An Interview with Jason Costa
Your work is often compared to James Lee Burke and Dennis Lehane. How do you balance the 'puzzle' aspect of a murder mystery with the 'prose-heavy' requirements of literary fiction?
For me, the prose-heavy aspect comes from the narrator’s voice. That’s why I love James Lee Burke books, Dave Robicheaux’s voice. I also love Adrian McKinty’s Sean Duffy series, again an amazing voice. Tana French also writes with an incredible voice though in a very different way. The thing that’s important from my perspective is that new stories don’t really exist. All plots have been written, but not all voices have been heard. So that’s why I come back again and again to writers whose voices I love. When that’s the focus, finding the balance isn’t hard because they’re intertwined.
Coastal Noir is a very specific subgenre. How did you go about capturing the specific 'voice' of the Jersey Shore—the sounds, the smells of salt spray, and the unique tension of a tourist town in the off-season?
Growing up on the Jersey Shore is an essential part of this. I find it difficult to write atmospherically about a place I haven’t lived, and my formative years were spent at the Jersey Shore, so I have a special connection to the area and to the ocean. I was literally born across the street from the Atlantic Ocean. A couple of years ago, I read Dogs of Winter by Kem Nunn. I would consider that coastal noir but of a different ocean. He was writing about Northern California surf culture. The story arose from the geography. The Day My Mother Died also arose from the geography. The plot fits with the small town balance between respectability and New Jersey’s particular criminal aspects. As far as the specific aspects, the description of the destruction wrought by Hurricane Sandy took care of that for me.
You’ve described the wreckage of Hurricane Sandy as more than just a backdrop—it’s a catalyst for the plot. Why was it important to set Jimmy’s return against a landscape that was physically and metaphorically 'unearthing' its secrets?
The genesis of the book was a ride I took with my childhood best friend in the aftermath of Hurricane Sandy. I haven’t lived in New Jersey since I was eighteen, so I had to go back to see the destruction. I was there maybe a month or so after the storm, and even then, the devastation was overwhelming. The area of Manasquan near the pier was reminiscent of a zombie movie. Many of the details of that trip with my friend made it directly into the book because the reality was more powerful than anything I could have imagined. As I was processing that, I had the idea of a man returning home where everything is destroyed because destruction creates opportunities. In this case, an opportunity for a grown man to face up to the trauma of his youth.
Reviews have praised your ability to show the 'gray layers' of flawed men. What draws you to characters who aren't traditional heroes, but are instead trying to find footing in their own wreckage?
That’s an excellent question. Faulkner called it the conflict of the heart with itself. I think of it more as the conflict of selfish desire versus societal expectation because that’s where the gray layers are. I think that the vast majority of people are generally who they appear to be, but those also aren’t generally the people that great stories are about. I like writing about people who are flawed more deeply than the average person and then trying to see if their flaws will prevent them from fulfilling their promise. If there’s isn’t a flaw holding a ‘hero’ back then there really isn’t much for a reader to root for. The battle to keep who we present ourselves to be in public versus who we are in private from being exposed is an excellent vector for finding good stories, but a character needs something to hide in the first place.
As a debut novelist, what was the most surprising thing you learned about the character of Jimmy Miller during the writing process? Did he ever take the story in a direction you didn’t plan?
For all the talk about his mother, Jimmy is really tortured by the memories of his father, and he is terrified of being like his father, and a part of him worries that he has no choice but to be. What kind of man Jimmy will be is what the story is really about. I’m not sure that Jimmy really has it figured out by the end of the book or not. Maybe an author isn’t supposed to say that, but it’s true from my perspective. I guess we’ll see in book 2.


* _Task brief_: Reproduce the records below exactly as given.

* _Records for the exercise_:
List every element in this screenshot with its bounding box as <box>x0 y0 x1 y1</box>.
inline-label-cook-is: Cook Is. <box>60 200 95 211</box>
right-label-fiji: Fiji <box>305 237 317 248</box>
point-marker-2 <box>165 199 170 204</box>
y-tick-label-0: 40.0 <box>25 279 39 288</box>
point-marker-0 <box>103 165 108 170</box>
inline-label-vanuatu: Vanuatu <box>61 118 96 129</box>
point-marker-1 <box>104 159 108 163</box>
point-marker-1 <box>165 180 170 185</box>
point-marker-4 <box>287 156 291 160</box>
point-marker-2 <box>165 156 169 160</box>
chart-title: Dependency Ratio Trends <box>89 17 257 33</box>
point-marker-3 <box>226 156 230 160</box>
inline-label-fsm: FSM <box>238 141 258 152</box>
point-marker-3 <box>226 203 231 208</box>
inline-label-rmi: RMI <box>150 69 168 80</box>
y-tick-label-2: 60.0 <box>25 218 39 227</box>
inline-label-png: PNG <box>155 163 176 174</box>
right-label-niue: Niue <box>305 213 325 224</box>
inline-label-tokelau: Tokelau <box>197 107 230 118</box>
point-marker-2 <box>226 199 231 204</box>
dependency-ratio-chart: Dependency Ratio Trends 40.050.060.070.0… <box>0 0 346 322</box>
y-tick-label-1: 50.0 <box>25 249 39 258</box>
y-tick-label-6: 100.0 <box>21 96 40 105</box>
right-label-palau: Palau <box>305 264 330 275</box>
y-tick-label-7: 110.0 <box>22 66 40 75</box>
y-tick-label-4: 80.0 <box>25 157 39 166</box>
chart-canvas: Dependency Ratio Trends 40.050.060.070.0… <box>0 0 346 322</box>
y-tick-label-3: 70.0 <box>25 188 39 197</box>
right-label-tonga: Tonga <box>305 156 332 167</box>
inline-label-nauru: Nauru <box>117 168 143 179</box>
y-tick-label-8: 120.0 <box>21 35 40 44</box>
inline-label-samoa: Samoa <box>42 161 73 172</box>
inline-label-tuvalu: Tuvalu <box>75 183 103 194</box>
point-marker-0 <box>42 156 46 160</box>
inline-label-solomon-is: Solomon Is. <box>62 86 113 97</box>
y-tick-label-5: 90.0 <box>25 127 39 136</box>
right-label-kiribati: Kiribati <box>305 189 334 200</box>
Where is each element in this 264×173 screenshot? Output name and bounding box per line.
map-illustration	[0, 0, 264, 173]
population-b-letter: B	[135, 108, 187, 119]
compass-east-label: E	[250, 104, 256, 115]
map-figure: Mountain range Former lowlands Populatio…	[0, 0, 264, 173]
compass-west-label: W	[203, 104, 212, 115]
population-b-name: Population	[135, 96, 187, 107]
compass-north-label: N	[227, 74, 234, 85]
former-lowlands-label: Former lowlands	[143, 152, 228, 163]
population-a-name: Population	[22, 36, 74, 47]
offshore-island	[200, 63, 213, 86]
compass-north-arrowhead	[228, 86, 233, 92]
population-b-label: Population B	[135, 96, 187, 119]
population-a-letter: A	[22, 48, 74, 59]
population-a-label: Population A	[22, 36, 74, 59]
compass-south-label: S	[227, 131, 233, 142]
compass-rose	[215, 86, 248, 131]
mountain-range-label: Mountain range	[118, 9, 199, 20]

* _Exercise output_:
List every element in this screenshot with its bounding box as <box>x0 y0 x1 y1</box>.
inline-label-cook-is: Cook Is. <box>60 200 95 211</box>
right-label-fiji: Fiji <box>305 237 317 248</box>
point-marker-2 <box>165 199 170 204</box>
y-tick-label-0: 40.0 <box>25 279 39 288</box>
point-marker-0 <box>103 165 108 170</box>
inline-label-vanuatu: Vanuatu <box>61 118 96 129</box>
point-marker-1 <box>104 159 108 163</box>
point-marker-1 <box>165 180 170 185</box>
point-marker-4 <box>287 156 291 160</box>
point-marker-2 <box>165 156 169 160</box>
chart-title: Dependency Ratio Trends <box>89 17 257 33</box>
point-marker-3 <box>226 156 230 160</box>
inline-label-fsm: FSM <box>238 141 258 152</box>
point-marker-3 <box>226 203 231 208</box>
inline-label-rmi: RMI <box>150 69 168 80</box>
y-tick-label-2: 60.0 <box>25 218 39 227</box>
inline-label-png: PNG <box>155 163 176 174</box>
right-label-niue: Niue <box>305 213 325 224</box>
inline-label-tokelau: Tokelau <box>197 107 230 118</box>
point-marker-2 <box>226 199 231 204</box>
dependency-ratio-chart: Dependency Ratio Trends 40.050.060.070.0… <box>0 0 346 322</box>
y-tick-label-1: 50.0 <box>25 249 39 258</box>
y-tick-label-6: 100.0 <box>21 96 40 105</box>
right-label-palau: Palau <box>305 264 330 275</box>
y-tick-label-7: 110.0 <box>22 66 40 75</box>
y-tick-label-4: 80.0 <box>25 157 39 166</box>
chart-canvas: Dependency Ratio Trends 40.050.060.070.0… <box>0 0 346 322</box>
y-tick-label-3: 70.0 <box>25 188 39 197</box>
right-label-tonga: Tonga <box>305 156 332 167</box>
inline-label-nauru: Nauru <box>117 168 143 179</box>
y-tick-label-8: 120.0 <box>21 35 40 44</box>
inline-label-samoa: Samoa <box>42 161 73 172</box>
inline-label-tuvalu: Tuvalu <box>75 183 103 194</box>
point-marker-0 <box>42 156 46 160</box>
inline-label-solomon-is: Solomon Is. <box>62 86 113 97</box>
y-tick-label-5: 90.0 <box>25 127 39 136</box>
right-label-kiribati: Kiribati <box>305 189 334 200</box>
Where is each element in this 264×173 screenshot? Output name and bounding box per line.
map-illustration	[0, 0, 264, 173]
population-b-letter: B	[135, 108, 187, 119]
compass-east-label: E	[250, 104, 256, 115]
map-figure: Mountain range Former lowlands Populatio…	[0, 0, 264, 173]
compass-west-label: W	[203, 104, 212, 115]
population-b-name: Population	[135, 96, 187, 107]
compass-north-label: N	[227, 74, 234, 85]
former-lowlands-label: Former lowlands	[143, 152, 228, 163]
population-a-name: Population	[22, 36, 74, 47]
offshore-island	[200, 63, 213, 86]
compass-north-arrowhead	[228, 86, 233, 92]
population-b-label: Population B	[135, 96, 187, 119]
population-a-letter: A	[22, 48, 74, 59]
population-a-label: Population A	[22, 36, 74, 59]
compass-south-label: S	[227, 131, 233, 142]
compass-rose	[215, 86, 248, 131]
mountain-range-label: Mountain range	[118, 9, 199, 20]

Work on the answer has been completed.